Did you ever see "A Thousand Clowns" with Jason Robards, Jr.?  He was kind of an eccentric character.  He had a lot of metal wall-mounted eagles, and when his son asked why, our hero said, "Son, you can never have too many eagles."

The same goes for feeders.  You can never have too many, particularly around a lot of turnouts.

 

 

 

It takes an iron man to play with a toy iron horse. 

  • Member since
    February 2021
  • 1,110 posts
Posted by crossthedog on Monday, March 7, 2022 2:32 PM

MisterBeasley
You can never have too many, particularly around a lot of turnouts.

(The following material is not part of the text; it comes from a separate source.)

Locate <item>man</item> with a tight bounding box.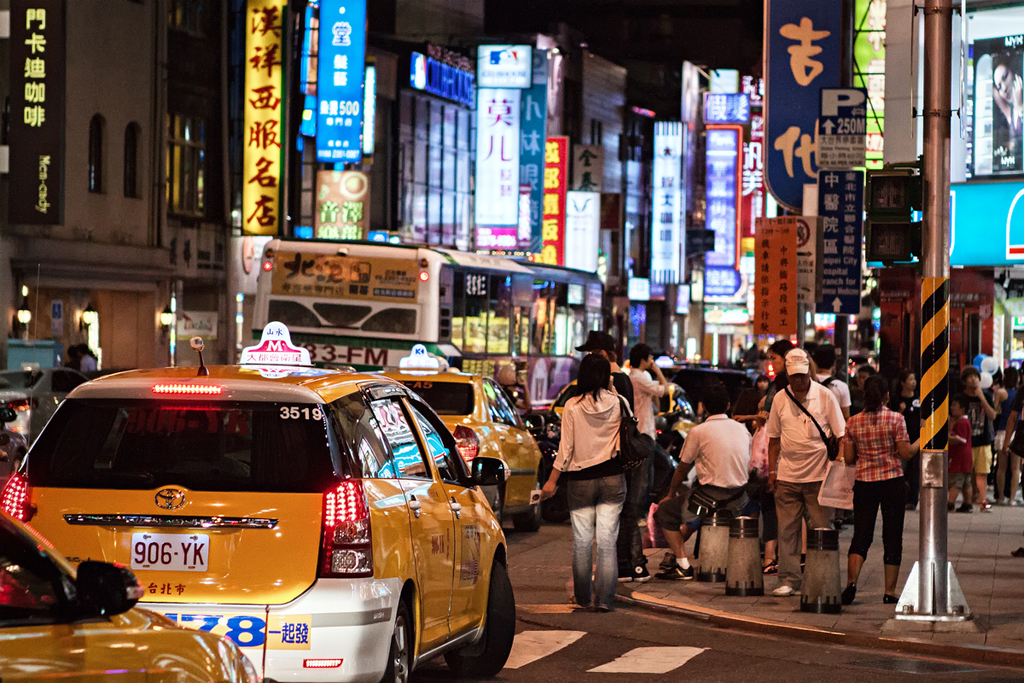
{"left": 765, "top": 348, "right": 846, "bottom": 594}.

Well, right, as long as I don't do something "bad" like crossing the streams.


 

 

Returning to model railroading after 40 years and taking unconscionable liberties with the SP&S, Northern Pacific and Great Northern roads in the '40s and '50s.

  • Member since
    February 2021
  • 1,110 posts
Posted by crossthedog on Monday, March 7, 2022 2:46 PM

Mike, thanks for the lesson. I don't have the new Atlas book you mention but I have the old one by Paul Mallery and I like it well. I guess my takeway from your response is that I can ignore all the warnings about power routing because all my frogs (Atlas, Walthers/new Shinohara) are isolated and they start out dead, until I make them undead. Zombie frogs. 

-Matt

I like that phrase "the route not travelled." I wonder if it could be worked into a poem. Dunce

Returning to model railroading after 40 years and taking unconscionable liberties with the SP&S, Northern Pacific and Great Northern roads in the '40s and '50s.